=== Section Start ===
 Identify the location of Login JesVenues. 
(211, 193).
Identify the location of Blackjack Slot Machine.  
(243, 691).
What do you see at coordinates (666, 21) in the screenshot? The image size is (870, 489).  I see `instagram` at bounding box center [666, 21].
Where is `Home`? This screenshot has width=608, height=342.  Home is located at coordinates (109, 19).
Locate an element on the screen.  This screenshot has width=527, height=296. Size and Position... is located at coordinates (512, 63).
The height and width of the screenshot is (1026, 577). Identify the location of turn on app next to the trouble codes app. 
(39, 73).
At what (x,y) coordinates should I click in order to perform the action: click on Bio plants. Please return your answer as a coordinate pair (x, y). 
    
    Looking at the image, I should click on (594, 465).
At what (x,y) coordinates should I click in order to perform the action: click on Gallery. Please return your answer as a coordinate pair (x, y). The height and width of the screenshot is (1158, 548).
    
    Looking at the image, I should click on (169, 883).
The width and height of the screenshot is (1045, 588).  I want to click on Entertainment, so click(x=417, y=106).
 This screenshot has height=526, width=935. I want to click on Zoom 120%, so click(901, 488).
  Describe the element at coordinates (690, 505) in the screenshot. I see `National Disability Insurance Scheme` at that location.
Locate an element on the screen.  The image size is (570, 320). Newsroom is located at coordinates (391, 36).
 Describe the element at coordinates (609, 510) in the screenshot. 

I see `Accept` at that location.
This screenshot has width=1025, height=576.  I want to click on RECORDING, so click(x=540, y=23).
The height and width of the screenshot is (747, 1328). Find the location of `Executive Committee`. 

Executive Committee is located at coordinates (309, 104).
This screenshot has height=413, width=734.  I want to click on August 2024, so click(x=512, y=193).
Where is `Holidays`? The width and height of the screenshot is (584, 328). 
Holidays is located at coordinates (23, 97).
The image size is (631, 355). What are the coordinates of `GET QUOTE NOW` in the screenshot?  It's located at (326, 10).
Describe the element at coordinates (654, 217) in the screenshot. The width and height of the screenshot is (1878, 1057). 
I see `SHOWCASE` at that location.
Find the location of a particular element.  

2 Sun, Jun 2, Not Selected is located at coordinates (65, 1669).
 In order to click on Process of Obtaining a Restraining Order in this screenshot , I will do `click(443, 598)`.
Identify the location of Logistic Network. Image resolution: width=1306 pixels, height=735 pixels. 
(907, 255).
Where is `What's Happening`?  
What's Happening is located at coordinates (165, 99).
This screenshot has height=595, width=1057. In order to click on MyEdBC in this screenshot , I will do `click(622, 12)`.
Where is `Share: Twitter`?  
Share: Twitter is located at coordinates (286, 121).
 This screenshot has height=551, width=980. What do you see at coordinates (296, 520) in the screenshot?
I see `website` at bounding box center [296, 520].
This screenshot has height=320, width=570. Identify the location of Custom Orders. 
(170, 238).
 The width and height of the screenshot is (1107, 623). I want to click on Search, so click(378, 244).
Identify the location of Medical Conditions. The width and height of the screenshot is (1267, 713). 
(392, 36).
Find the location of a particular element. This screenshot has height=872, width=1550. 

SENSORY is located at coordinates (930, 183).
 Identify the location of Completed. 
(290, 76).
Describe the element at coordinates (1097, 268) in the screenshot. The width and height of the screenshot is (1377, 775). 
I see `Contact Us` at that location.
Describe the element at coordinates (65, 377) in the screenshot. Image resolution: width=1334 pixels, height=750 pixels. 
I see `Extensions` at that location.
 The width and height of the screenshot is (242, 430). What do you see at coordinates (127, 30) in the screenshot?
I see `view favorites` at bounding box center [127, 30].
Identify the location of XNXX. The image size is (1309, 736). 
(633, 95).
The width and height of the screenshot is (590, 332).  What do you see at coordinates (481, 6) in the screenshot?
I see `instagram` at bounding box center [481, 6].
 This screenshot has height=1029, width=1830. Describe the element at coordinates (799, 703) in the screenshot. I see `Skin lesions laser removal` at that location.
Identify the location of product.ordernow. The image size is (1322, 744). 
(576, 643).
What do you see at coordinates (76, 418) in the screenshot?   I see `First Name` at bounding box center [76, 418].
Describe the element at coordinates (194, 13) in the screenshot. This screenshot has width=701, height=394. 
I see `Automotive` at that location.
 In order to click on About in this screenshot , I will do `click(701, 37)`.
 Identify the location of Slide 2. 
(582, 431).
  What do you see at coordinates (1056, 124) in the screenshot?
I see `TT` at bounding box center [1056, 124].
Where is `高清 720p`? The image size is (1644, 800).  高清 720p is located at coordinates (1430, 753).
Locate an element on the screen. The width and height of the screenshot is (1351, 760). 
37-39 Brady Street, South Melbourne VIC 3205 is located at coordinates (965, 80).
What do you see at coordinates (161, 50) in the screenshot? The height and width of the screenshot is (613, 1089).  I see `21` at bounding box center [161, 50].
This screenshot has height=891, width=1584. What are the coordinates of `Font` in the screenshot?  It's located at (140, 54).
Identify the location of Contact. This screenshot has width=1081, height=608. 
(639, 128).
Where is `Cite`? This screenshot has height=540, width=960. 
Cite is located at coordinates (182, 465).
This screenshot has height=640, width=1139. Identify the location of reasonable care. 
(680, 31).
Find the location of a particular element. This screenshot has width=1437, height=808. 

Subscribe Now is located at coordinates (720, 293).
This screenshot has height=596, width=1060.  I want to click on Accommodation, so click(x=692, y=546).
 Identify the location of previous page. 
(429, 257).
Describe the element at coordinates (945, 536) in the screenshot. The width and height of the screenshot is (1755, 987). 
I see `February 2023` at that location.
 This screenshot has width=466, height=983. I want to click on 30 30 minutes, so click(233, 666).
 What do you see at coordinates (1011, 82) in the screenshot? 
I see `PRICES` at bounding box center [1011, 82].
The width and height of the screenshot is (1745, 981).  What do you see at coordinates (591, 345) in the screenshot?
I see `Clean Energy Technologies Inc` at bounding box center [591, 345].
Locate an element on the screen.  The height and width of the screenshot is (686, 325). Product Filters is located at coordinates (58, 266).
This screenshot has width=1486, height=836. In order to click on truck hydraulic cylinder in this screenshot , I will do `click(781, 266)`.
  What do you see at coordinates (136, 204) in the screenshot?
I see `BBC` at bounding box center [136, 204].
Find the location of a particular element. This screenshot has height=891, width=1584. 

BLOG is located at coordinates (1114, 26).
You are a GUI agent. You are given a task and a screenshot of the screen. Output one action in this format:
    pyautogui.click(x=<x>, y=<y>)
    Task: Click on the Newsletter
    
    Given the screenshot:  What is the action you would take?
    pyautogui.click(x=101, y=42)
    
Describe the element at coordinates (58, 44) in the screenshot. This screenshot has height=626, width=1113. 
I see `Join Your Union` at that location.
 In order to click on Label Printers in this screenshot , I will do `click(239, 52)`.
=== Section End ===
Reproduce each entry exactly, leaving out nothing.

 Identify the location of Login JesVenues. 
(211, 193).
Identify the location of Blackjack Slot Machine.  
(243, 691).
What do you see at coordinates (666, 21) in the screenshot? The image size is (870, 489).  I see `instagram` at bounding box center [666, 21].
Where is `Home`? This screenshot has width=608, height=342.  Home is located at coordinates (109, 19).
Locate an element on the screen.  This screenshot has width=527, height=296. Size and Position... is located at coordinates (512, 63).
The height and width of the screenshot is (1026, 577). Identify the location of turn on app next to the trouble codes app. 
(39, 73).
At what (x,y) coordinates should I click in order to perform the action: click on Bio plants. Please return your answer as a coordinate pair (x, y). 
    
    Looking at the image, I should click on (594, 465).
At what (x,y) coordinates should I click in order to perform the action: click on Gallery. Please return your answer as a coordinate pair (x, y). The height and width of the screenshot is (1158, 548).
    
    Looking at the image, I should click on (169, 883).
The width and height of the screenshot is (1045, 588).  I want to click on Entertainment, so click(x=417, y=106).
 This screenshot has height=526, width=935. I want to click on Zoom 120%, so click(901, 488).
  Describe the element at coordinates (690, 505) in the screenshot. I see `National Disability Insurance Scheme` at that location.
Locate an element on the screen.  The image size is (570, 320). Newsroom is located at coordinates (391, 36).
 Describe the element at coordinates (609, 510) in the screenshot. 

I see `Accept` at that location.
This screenshot has width=1025, height=576.  I want to click on RECORDING, so click(x=540, y=23).
The height and width of the screenshot is (747, 1328). Find the location of `Executive Committee`. 

Executive Committee is located at coordinates (309, 104).
This screenshot has height=413, width=734.  I want to click on August 2024, so click(x=512, y=193).
Where is `Holidays`? The width and height of the screenshot is (584, 328). 
Holidays is located at coordinates (23, 97).
The image size is (631, 355). What are the coordinates of `GET QUOTE NOW` in the screenshot?  It's located at (326, 10).
Describe the element at coordinates (654, 217) in the screenshot. The width and height of the screenshot is (1878, 1057). 
I see `SHOWCASE` at that location.
Find the location of a particular element.  

2 Sun, Jun 2, Not Selected is located at coordinates (65, 1669).
 In order to click on Process of Obtaining a Restraining Order in this screenshot , I will do `click(443, 598)`.
Identify the location of Logistic Network. Image resolution: width=1306 pixels, height=735 pixels. 
(907, 255).
Where is `What's Happening`?  
What's Happening is located at coordinates (165, 99).
This screenshot has height=595, width=1057. In order to click on MyEdBC in this screenshot , I will do `click(622, 12)`.
Where is `Share: Twitter`?  
Share: Twitter is located at coordinates (286, 121).
 This screenshot has height=551, width=980. What do you see at coordinates (296, 520) in the screenshot?
I see `website` at bounding box center [296, 520].
This screenshot has height=320, width=570. Identify the location of Custom Orders. 
(170, 238).
 The width and height of the screenshot is (1107, 623). I want to click on Search, so click(378, 244).
Identify the location of Medical Conditions. The width and height of the screenshot is (1267, 713). 
(392, 36).
Find the location of a particular element. This screenshot has height=872, width=1550. 

SENSORY is located at coordinates (930, 183).
 Identify the location of Completed. 
(290, 76).
Describe the element at coordinates (1097, 268) in the screenshot. The width and height of the screenshot is (1377, 775). 
I see `Contact Us` at that location.
Describe the element at coordinates (65, 377) in the screenshot. Image resolution: width=1334 pixels, height=750 pixels. 
I see `Extensions` at that location.
 The width and height of the screenshot is (242, 430). What do you see at coordinates (127, 30) in the screenshot?
I see `view favorites` at bounding box center [127, 30].
Identify the location of XNXX. The image size is (1309, 736). 
(633, 95).
The width and height of the screenshot is (590, 332).  What do you see at coordinates (481, 6) in the screenshot?
I see `instagram` at bounding box center [481, 6].
 This screenshot has height=1029, width=1830. Describe the element at coordinates (799, 703) in the screenshot. I see `Skin lesions laser removal` at that location.
Identify the location of product.ordernow. The image size is (1322, 744). 
(576, 643).
What do you see at coordinates (76, 418) in the screenshot?   I see `First Name` at bounding box center [76, 418].
Describe the element at coordinates (194, 13) in the screenshot. This screenshot has width=701, height=394. 
I see `Automotive` at that location.
 In order to click on About in this screenshot , I will do `click(701, 37)`.
 Identify the location of Slide 2. 
(582, 431).
  What do you see at coordinates (1056, 124) in the screenshot?
I see `TT` at bounding box center [1056, 124].
Where is `高清 720p`? The image size is (1644, 800).  高清 720p is located at coordinates (1430, 753).
Locate an element on the screen. The width and height of the screenshot is (1351, 760). 
37-39 Brady Street, South Melbourne VIC 3205 is located at coordinates (965, 80).
What do you see at coordinates (161, 50) in the screenshot? The height and width of the screenshot is (613, 1089).  I see `21` at bounding box center [161, 50].
This screenshot has height=891, width=1584. What are the coordinates of `Font` in the screenshot?  It's located at (140, 54).
Identify the location of Contact. This screenshot has width=1081, height=608. 
(639, 128).
Where is `Cite`? This screenshot has height=540, width=960. 
Cite is located at coordinates (182, 465).
This screenshot has height=640, width=1139. Identify the location of reasonable care. 
(680, 31).
Find the location of a particular element. This screenshot has width=1437, height=808. 

Subscribe Now is located at coordinates (720, 293).
This screenshot has height=596, width=1060.  I want to click on Accommodation, so click(x=692, y=546).
 Identify the location of previous page. 
(429, 257).
Describe the element at coordinates (945, 536) in the screenshot. The width and height of the screenshot is (1755, 987). 
I see `February 2023` at that location.
 This screenshot has width=466, height=983. I want to click on 30 30 minutes, so click(233, 666).
 What do you see at coordinates (1011, 82) in the screenshot? 
I see `PRICES` at bounding box center [1011, 82].
The width and height of the screenshot is (1745, 981).  What do you see at coordinates (591, 345) in the screenshot?
I see `Clean Energy Technologies Inc` at bounding box center [591, 345].
Locate an element on the screen.  The height and width of the screenshot is (686, 325). Product Filters is located at coordinates (58, 266).
This screenshot has width=1486, height=836. In order to click on truck hydraulic cylinder in this screenshot , I will do `click(781, 266)`.
  What do you see at coordinates (136, 204) in the screenshot?
I see `BBC` at bounding box center [136, 204].
Find the location of a particular element. This screenshot has height=891, width=1584. 

BLOG is located at coordinates (1114, 26).
You are a GUI agent. You are given a task and a screenshot of the screen. Output one action in this format:
    pyautogui.click(x=<x>, y=<y>)
    Task: Click on the Newsletter
    
    Given the screenshot:  What is the action you would take?
    pyautogui.click(x=101, y=42)
    
Describe the element at coordinates (58, 44) in the screenshot. This screenshot has height=626, width=1113. 
I see `Join Your Union` at that location.
 In order to click on Label Printers in this screenshot , I will do `click(239, 52)`.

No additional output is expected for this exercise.